Ivanka Trump faces probe into her 'use of personal email for official business'

Ivanka is said to have sent up to 100 emails about official business from her personal account
AFP/Getty Images

An investigation into Ivanka Trump’s alleged use of her personal email account for government work is set to be launched.

A Congressional committee will review reports that President Donald Trump’s daughter, a top White House aide, violated preservation law.

Use of a personal account for government business potentially violates a law requiring the preservation of all presidential records.

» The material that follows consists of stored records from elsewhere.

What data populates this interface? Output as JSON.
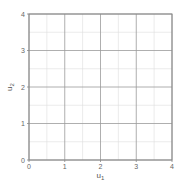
{
  "chart_data": {
    "type": "scatter",
    "title": "",
    "xlabel": "u",
    "xlabel_sub": "1",
    "ylabel": "u",
    "ylabel_sub": "2",
    "xlim": [
      0,
      4
    ],
    "ylim": [
      0,
      4
    ],
    "x_ticks": [
      0,
      1,
      2,
      3,
      4
    ],
    "y_ticks": [
      0,
      1,
      2,
      3,
      4
    ],
    "x_tick_labels": [
      "0",
      "1",
      "2",
      "3",
      "4"
    ],
    "y_tick_labels": [
      "0",
      "1",
      "2",
      "3",
      "4"
    ],
    "grid": true,
    "minor_grid_step": 0.5,
    "series": [],
    "legend": null
  },
  "colors": {
    "major_grid": "#9a9a9a",
    "minor_grid": "#dddddd",
    "axis": "#888888",
    "text": "#666666"
  }
}
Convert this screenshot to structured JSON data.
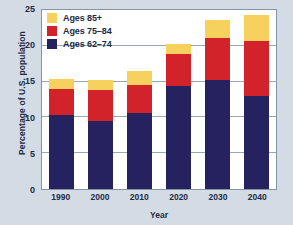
{
  "chart_data": {
    "type": "bar",
    "stacked": true,
    "title": "",
    "xlabel": "Year",
    "ylabel": "Percentage of U.S. population",
    "categories": [
      "1990",
      "2000",
      "2010",
      "2020",
      "2030",
      "2040"
    ],
    "ylim": [
      0,
      25
    ],
    "yticks": [
      0,
      5,
      10,
      15,
      20,
      25
    ],
    "ytick_labels": [
      "0",
      "5",
      "10",
      "15",
      "20",
      "25"
    ],
    "grid": true,
    "grid_axis": "y",
    "legend_position": "top-left",
    "series": [
      {
        "name": "Ages 62–74",
        "color": "#262260",
        "values": [
          10.2,
          9.4,
          10.5,
          14.2,
          15.1,
          12.9
        ]
      },
      {
        "name": "Ages 75–84",
        "color": "#d3232a",
        "values": [
          3.6,
          4.3,
          3.8,
          4.4,
          5.8,
          7.6
        ]
      },
      {
        "name": "Ages 85+",
        "color": "#f7d15e",
        "values": [
          1.4,
          1.4,
          2.0,
          1.4,
          2.5,
          3.6
        ]
      }
    ],
    "totals": [
      15.2,
      15.1,
      16.3,
      20.0,
      23.4,
      24.1
    ],
    "colors": {
      "background": "#d3dce4",
      "plot_background": "#ffffff",
      "axis": "#8794a6",
      "gridline": "#9aa7b5",
      "text": "#1d2b45"
    }
  },
  "legend": {
    "items": [
      {
        "label": "Ages 85+",
        "color": "#f7d15e"
      },
      {
        "label": "Ages 75–84",
        "color": "#d3232a"
      },
      {
        "label": "Ages 62–74",
        "color": "#262260"
      }
    ]
  }
}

Ivanka Trump, the daughter of President Donald Trump
AP

Mr Trump repeatedly criticised his Democratic rival Hillary Clinton in the 2016 presidential election campaign over her use of personal email and a private server while she was secretary of state.

Elijah Cummings, the top Democrat on the House Oversight Committee, said the panel will investigate White House communications when Democrats take over the House in January.

"We plan to continue our investigation of the presidential records act and federal records act, and we want to know if Ivanka complied with the law," his office said in a statement.

The current House Oversight committee chairman, Republican Trey Gowdy, also asked the White House for information related to Ivanka Trump's use of private email in a letter on Tuesday.

Republican Senator Ron Johnson, chairman of the Senate's Homeland Security committee, asked for a briefing on the topic.

The White House did not respond to a request for comment, but Mr Trump said his daughter's use of her personal email account was different from Clinton's.

"For a little period of time, Ivanka did some emails. They weren't classified like Hillary Clinton. They weren't deleted like Hillary Clinton... She wasn't doing anything to hide her emails," Mr Trump told reporters.

His daughter did not have a private server as Mrs Clinton did, Mr Trump said.

Peter Mirijanian, a spokesman for Ivanka Trump's ethics lawyer, Abbe Lowell, told the Washington Post the emails occurred before she was aware of government record-keeping regulations.

Since then, she has turned over all her government-related emails to be stored with other White House records, the Post reported.